[Python-ideas] Yield-From: Finalization guarantees
Ron Adam
rrr at ronadam.com
Fri Apr 3 07:58:40 CEST 2009
Guido van Rossum wrote:
> On Thu, Apr 2, 2009 at 5:35 PM, Ron Adam <rrr at ronadam.com> wrote:
>>
>> Jacob Holm wrote:
>>
>>> That might be the prevailing wisdom concerning GeneratorExit, at least
>>> partly based on the fact that the only way to communicate anything useful
>>> out of a closing generator is to raise another exception. Thinking a bit
>>> about coroutines, it would be nice to use "send" for the normal
>>> communication and "close" to shut it down and getting a final result.
>>> Example:
>>>
>>> def averager():
>>> count = 0
>>> sum = 0
>>> while 1:
>>> try: val = (yield)
>>> except GeneratorExit:
>>> return sum/count
>>> else:
>>> sum += val
>>> count += 1
>>>
>>> avg = averager()
>>> avg.next() # start coroutine
>>> avg.send(1.0)
>>> avg.send(2.0)
>>> print avg.close() # prints 1.5
>>>
>>>
>>> To do something similar today requires either a custom exception, or the
>>> use of special values to tell the generator to yield the result. I find
>>> this version a lot cleaner.
>> This doesn't seem less cleaner than the above to me.
>>
>> def averager():
>> sum = 0
>> count = 0
>> try:
>> while 1:
>> sum += yield
>> count += 1
>> finally:
>> yield sum / count
>>
>> avg = averager()
>> avg.next()
>> avg.send(1.0)
>> avg.send(2.0)
>> print avg.next() # prints 1.5
>
> But your version isn't clean -- it relies on "sum += yield" raising a
> TypeError when yield returns None (due to .next() being the same as
> .send(None)).
Something I noticed is that function and method calls use TypeError in
cases where the argument count is miss matched. If there was a different
exception for miss matched arguments and .next() sent no arguments, it
could be rewritten in a somewhat cleaner way.
def averager():
sum = 0
count = 0
try:
while 1:
sum += yield
count += 1
except ArgumentCountError:
yield sum / count
avg = averager()
avg.next()
avg.send(1.0)
avg.send(2.0)
print avg.next() # prints 1.5
This seems to me that a different exception for miss-matched arguments
might be useful in a more general way.
> That's not to say I like Jacob's version that much, but I now
> understand his use case. I note that Dave Beazley works around this
> carefully in his tutorial (dabeaz.com/coroutines/) by using examples
> that produce output on stdout -- and much later, in his multitasking
> schedule example, his trampoline actually interprets yielding a value
> that is neither a SystemCall instance nor a generator as a return from
> a generator. (This is similar to the abuse that your example is giving
> yield, actually.) I'll have to ponder this more.

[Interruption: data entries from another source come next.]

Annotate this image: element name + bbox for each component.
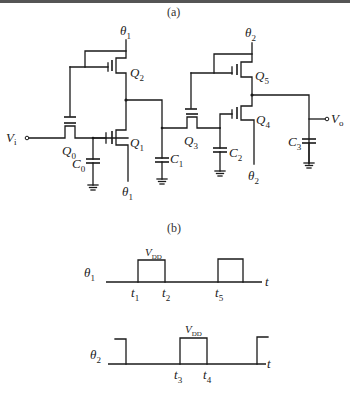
figure: (a) θ1 Q2 Vi Q0 xyxy=(0,0,350,394)
theta2-bottom-label: θ2 xyxy=(248,168,259,186)
theta2-top-label: θ2 xyxy=(245,25,256,43)
timing-theta1: θ1 VDD t t1 t2 t5 xyxy=(84,246,269,303)
transistor-q1: Q1 xyxy=(93,100,144,181)
capacitor-c0: C0 xyxy=(72,138,100,190)
q3-label: Q3 xyxy=(184,133,198,151)
q5-label: Q5 xyxy=(255,68,269,86)
capacitor-c2: C2 xyxy=(213,114,242,176)
theta2-timing-label: θ2 xyxy=(90,347,101,365)
theta2-pulse xyxy=(115,339,126,364)
t5-label: t5 xyxy=(215,285,224,303)
q1-label: Q1 xyxy=(130,135,144,153)
t1-label: t1 xyxy=(131,285,139,303)
transistor-q5: Q5 xyxy=(191,43,269,95)
t3-label: t3 xyxy=(174,367,183,385)
capacitor-c3: C3 xyxy=(288,134,316,168)
t-axis-label: t xyxy=(267,356,271,371)
theta1-bottom-label: θ1 xyxy=(122,184,133,202)
top-border xyxy=(0,0,350,3)
vi-terminal xyxy=(25,136,29,140)
timing-theta2: θ2 VDD t t3 t4 xyxy=(90,323,271,385)
t-axis-label: t xyxy=(265,274,269,289)
vo-label: Vo xyxy=(331,111,344,128)
stage-1: θ1 Q2 Vi Q0 xyxy=(6,23,183,202)
vdd-label: VDD xyxy=(145,246,162,261)
q2-label: Q2 xyxy=(130,65,144,83)
c0-label: C0 xyxy=(72,156,86,174)
theta1-timing-label: θ1 xyxy=(84,265,95,283)
c2-label: C2 xyxy=(229,145,242,163)
vdd-label: VDD xyxy=(185,323,202,338)
theta1-top-label: θ1 xyxy=(120,23,131,41)
vi-label: Vi xyxy=(6,130,17,147)
t4-label: t4 xyxy=(203,367,212,385)
transistor-q3: Q3 xyxy=(162,114,220,151)
transistor-q2: Q2 xyxy=(70,40,144,100)
vo-terminal xyxy=(325,117,329,121)
panel-a-label: (a) xyxy=(167,5,180,19)
q4-label: Q4 xyxy=(256,112,270,130)
theta1-pulse xyxy=(218,259,243,282)
c1-label: C1 xyxy=(170,151,183,169)
panel-b-label: (b) xyxy=(167,221,181,235)
stage-2: θ2 Q5 Q3 C2 xyxy=(161,25,344,186)
theta1-pulse xyxy=(138,260,165,282)
theta2-pulse xyxy=(180,338,207,364)
capacitor-c1: C1 xyxy=(155,151,183,184)
t2-label: t2 xyxy=(162,285,170,303)
c3-label: C3 xyxy=(288,134,302,152)
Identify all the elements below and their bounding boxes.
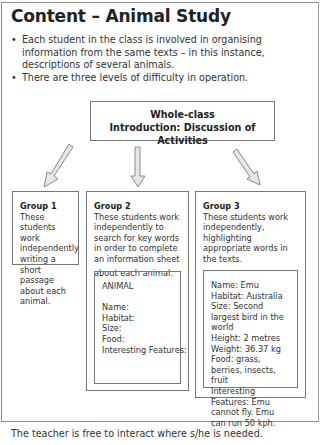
bullet-item: There are three levels of difficulty in … bbox=[10, 72, 315, 85]
sheet-heading: ANIMAL bbox=[102, 281, 173, 292]
sheet-field-name: Name: bbox=[102, 302, 173, 313]
emu-weight: Weight: 36.37 kg bbox=[211, 344, 290, 355]
intro-line-1: Whole-class bbox=[91, 108, 274, 121]
emu-height: Height: 2 metres bbox=[211, 333, 290, 344]
sheet-field-features: Interesting Features: bbox=[102, 345, 173, 356]
group-3-title: Group 3 bbox=[203, 201, 299, 212]
group-1-box: Group 1 These students work independentl… bbox=[12, 191, 79, 265]
animal-info-sheet-blank: ANIMAL Name: Habitat: Size: Food: Intere… bbox=[94, 271, 181, 384]
group-1-title: Group 1 bbox=[20, 201, 72, 212]
emu-features: Interesting Features: Emu cannot fly. Em… bbox=[211, 386, 290, 428]
diagonal-down-right-arrow-icon bbox=[231, 147, 263, 187]
sheet-field-size: Size: bbox=[102, 323, 173, 334]
emu-food: Food: grass, berries, insects, fruit bbox=[211, 354, 290, 386]
sheet-field-food: Food: bbox=[102, 334, 173, 345]
group-3-description: These students work independently, highl… bbox=[203, 212, 288, 264]
whole-class-intro-box: Whole-class Introduction: Discussion of … bbox=[90, 101, 275, 141]
page-title: Content – Animal Study bbox=[11, 6, 231, 26]
bullet-list: Each student in the class is involved in… bbox=[10, 34, 315, 84]
bullet-item: Each student in the class is involved in… bbox=[10, 34, 315, 72]
diagonal-down-left-arrow-icon bbox=[40, 142, 76, 190]
emu-habitat: Habitat: Australia bbox=[211, 291, 290, 302]
group-2-title: Group 2 bbox=[94, 201, 182, 212]
sheet-field-habitat: Habitat: bbox=[102, 313, 173, 324]
footer-note: The teacher is free to interact where s/… bbox=[11, 428, 263, 439]
intro-line-2: Introduction: Discussion of Activities bbox=[91, 121, 274, 147]
group-1-description: These students work independently writin… bbox=[20, 212, 79, 307]
group-2-description: These students work independently to sea… bbox=[94, 212, 179, 264]
emu-info-sheet: Name: Emu Habitat: Australia Size: Secon… bbox=[203, 270, 298, 388]
emu-name: Name: Emu bbox=[211, 280, 290, 291]
emu-size: Size: Second largest bird in the world bbox=[211, 301, 290, 333]
down-arrow-icon bbox=[130, 146, 146, 188]
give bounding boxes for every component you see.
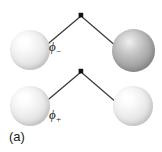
- antibonding-right-bond-line: [81, 16, 117, 47]
- bonding-right-sphere: [113, 86, 153, 126]
- antibonding-phi-symbol: ϕ: [49, 39, 56, 54]
- antibonding-orbital-label: ϕ−: [49, 40, 61, 56]
- bonding-vertex-dot: [79, 69, 84, 74]
- bonding-orbital-label: ϕ+: [49, 108, 61, 124]
- bonding-phi-subscript: +: [56, 114, 61, 124]
- bonding-right-bond-line: [81, 72, 117, 103]
- figure-panel-a: ϕ− ϕ+ (a): [0, 0, 162, 152]
- panel-label: (a): [9, 130, 25, 143]
- bonding-phi-symbol: ϕ: [49, 107, 56, 122]
- antibonding-right-sphere: [112, 29, 155, 72]
- bonding-left-sphere: [10, 86, 50, 126]
- antibonding-phi-subscript: −: [56, 46, 61, 56]
- antibonding-left-sphere: [10, 30, 50, 70]
- antibonding-vertex-dot: [79, 13, 84, 18]
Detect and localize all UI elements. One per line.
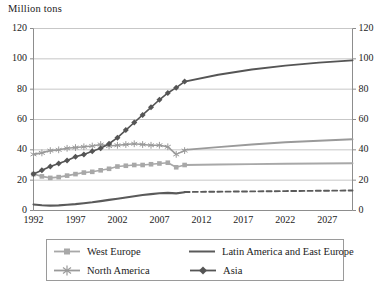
y-axis-label-right: 20: [359, 174, 385, 185]
y-axis-label-left: 40: [1, 143, 27, 154]
y-axis-label-left: 80: [1, 83, 27, 94]
legend-swatch-west-europe: [54, 246, 80, 257]
x-axis-label: 1997: [54, 214, 96, 225]
x-axis-label: 2017: [222, 214, 264, 225]
y-axis-label-left: 120: [1, 22, 27, 33]
x-axis-label: 1992: [13, 214, 55, 225]
legend-swatch-north-america: [54, 265, 80, 276]
legend-label-north-america: North America: [87, 265, 150, 276]
legend-swatch-asia: [190, 265, 216, 276]
x-axis-label: 2012: [180, 214, 222, 225]
x-axis-label: 2007: [138, 214, 180, 225]
x-axis-label: 2022: [264, 214, 306, 225]
y-axis-label-right: 0: [359, 204, 385, 215]
y-axis-label-right: 80: [359, 83, 385, 94]
x-axis-label: 2027: [306, 214, 348, 225]
y-axis-label-left: 20: [1, 174, 27, 185]
legend-label-latin-america: Latin America and East Europe: [222, 246, 354, 257]
legend-label-asia: Asia: [223, 265, 242, 276]
y-axis-label-right: 60: [359, 113, 385, 124]
legend-swatch-latin-america: [189, 246, 215, 257]
legend-item-asia[interactable]: Asia: [186, 261, 343, 280]
chart-container: Million tons West Europe Latin America a…: [0, 0, 386, 288]
legend-row-1: West Europe Latin America and East Europ…: [47, 242, 343, 261]
y-axis-label-left: 100: [1, 52, 27, 63]
legend-label-west-europe: West Europe: [87, 246, 141, 257]
series-latin-america-and-east-europe: [34, 190, 353, 205]
y-axis-label-right: 40: [359, 143, 385, 154]
legend-item-west-europe[interactable]: West Europe: [47, 242, 185, 261]
y-axis-label-left: 60: [1, 113, 27, 124]
legend-row-2: North America Asia: [47, 261, 343, 280]
legend-item-latin-america[interactable]: Latin America and East Europe: [185, 242, 343, 261]
chart-legend: West Europe Latin America and East Europ…: [46, 239, 344, 281]
y-axis-label-right: 100: [359, 52, 385, 63]
series-west-europe: [31, 160, 352, 180]
x-axis-label: 2002: [96, 214, 138, 225]
legend-item-north-america[interactable]: North America: [47, 261, 186, 280]
y-axis-label-right: 120: [359, 22, 385, 33]
series-asia: [31, 60, 353, 177]
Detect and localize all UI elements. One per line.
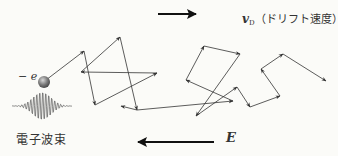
trajectory-segment: [196, 54, 240, 116]
trajectory-segment: [283, 54, 326, 81]
trajectory-segment: [261, 69, 280, 96]
electron-icon: [38, 76, 50, 88]
trajectory-segment: [120, 37, 137, 110]
trajectory-segment: [81, 72, 157, 73]
drift-velocity-label: vD（ドリフト速度）: [242, 10, 338, 27]
trajectory-segment: [46, 51, 84, 80]
trajectory-segment: [95, 73, 157, 105]
trajectory-segment: [84, 51, 95, 105]
trajectory-segment: [250, 96, 280, 107]
wave-packet-label: 電子波束: [16, 130, 66, 147]
trajectory-segment: [121, 106, 137, 110]
trajectory-segment: [204, 46, 240, 54]
electric-field-label: E: [226, 130, 236, 145]
trajectory-segment: [137, 101, 233, 110]
electron-trajectory: [46, 37, 326, 116]
wave-packet-icon: [12, 93, 72, 119]
trajectory-segment: [261, 54, 283, 69]
trajectory-segment: [81, 37, 120, 72]
trajectory-segment: [186, 46, 204, 80]
drift-velocity-description: （ドリフト速度）: [255, 13, 338, 26]
electron-charge-label: − e: [18, 70, 37, 83]
trajectory-segment: [237, 87, 250, 107]
trajectory-segment: [186, 80, 233, 101]
drift-velocity-symbol: v: [242, 12, 249, 26]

Yes, generators seem very limiting to me. Generators with more complex
input and output requirements are bound to have added complexities to
offset the limits of a single sequential i/o channel.
> __________
> PS. Somehow the headers in your email made my reply add this:
>
> Python-Ideas <public-python-ideas-+ZN9ApsXKcEdnm+yROfE0A at ciao.gmane.org>,
> Nick Coghlan <public-ncoghlan-Re5JQEeQqe8AvxtiuMwx3w at ciao.gmane.org>
>
> Whoever did that, and whatever they did to cause it, please don't do it again.
I'll manually remove the extra email address's until I (or someone else)
can explain why they do that. I hope that's enough for now.
I read several python groups though gmane using Thunderbird on Ubuntu,
Python-ideas is the only one the email address's are changed like that. (?)